Maudy opened her mouth to object, likely because there were a few non-shifter members of the Sleeping Bear pack, but then closed it, thinking. Riordan got it. Someone could be welcome and loved in a pack, even if they weren’t born shifter or married in despite being shifter, but they didn’t take shifter roles unless they were something truly exceptional. Riordan had heard a few unverified stories of mages being a leader or shaman for some historical pack and one about a human who led wisely alongside her shifter spouse, but it was rare. Shifters lived too long and too differently and people in the pack without the shifter affinity were always just a bit out of sync.

And even more than that, people with two affinities were uncommon. People with three were rare. People with four or more usually weren’t born that way and were the stuff for legends. Which, Riordan realized, was a truly uncomfortable thought in light of his current status of having four affinities, two primary and two composite. Spirit and shifter, which was spirit and life. Death and blood, which was death and life.

Riordan felt a sudden hysterical urge to try and acquire the life affinity just for symmetry, but swallowed it down.

Fortunately, Mark returned to their side of the clearing, removing the need for Riordan to continue his current conversation. Unfortunately, that meant Riordan had to deal with the current situation again. His grumpiness deepened.

“So,” Riordan grumbled, “what’s the word?”

“They are almost done with the initial cleanup,” Mark explained. “They are going to study the things left behind here and will want to check back in a bit to make sure that they didn’t miss anything once the energies here have settled down more, but they are talented at this. I certainly couldn’t clean up magical traces like that.”

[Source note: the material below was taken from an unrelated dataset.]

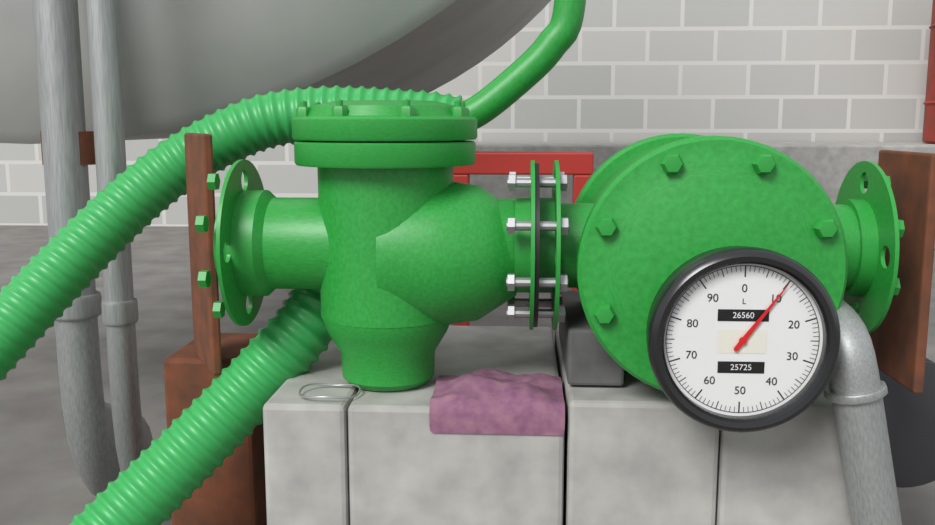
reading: 10 L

“It’s their job. I imagine they have had far more practice handling lingering magic from other casters than most, since they literally go around and deal with rogue mages. Most people just need to master their own magic,” Riordan mused, begrudgingly respectful of the agents’ skill.

Because Mark was correct. Cleaning up magic like this wasn’t something Riordan had seen much. Most shaman blocked or countered spells when they fought other casters. Or just tried to nuke the other caster first. When someone did get cursed, it required pulling out the weird spells. That was why Quinn was able to easily fix Mark when he’d gotten hit with a blood magic spell and why Quinn was the one doing the same for Billy now, even going as far as trying to remove any lingering side effects.

The best that a typical shaman could have done would have been to rip the foreign magic out of them and then boost their healing or, if they were lucky, possibly contracted with a spirit specialized in eating that kind of spell. It lacked precision.

Man, how long would it take Riordan to learn the kind of precision and efficiency used by Quinn? The death mage had lived and breathed magic as his only concern ever since it claimed his life and the only way to extend his existence and his sanity was to master it.

Someone like Riordan could throw power around and brute force issues. He’d never needed to be concerned about wasting power unless he was dealing with a rare extended issue. Most of his magic had been used for shifting and for boosting his physical state and healing, which weren’t major burst spells. Riordan’s original well was deep.

His current wells were smaller, having been split off from the single well. Wells grew in depth with use. Even with Riordan’s issues accessing his magic, he was constantly using his shifter magic to reinforce his body, slowly growing that well. What would happen if he let the wells become significantly different in size?

Gods, another potential worry that Riordan really didn’t need. He wasn’t even able to access his wells properly yet. One step at a time.

Riordan just hoped he really had time to set up his foundations before disaster dogged his steps.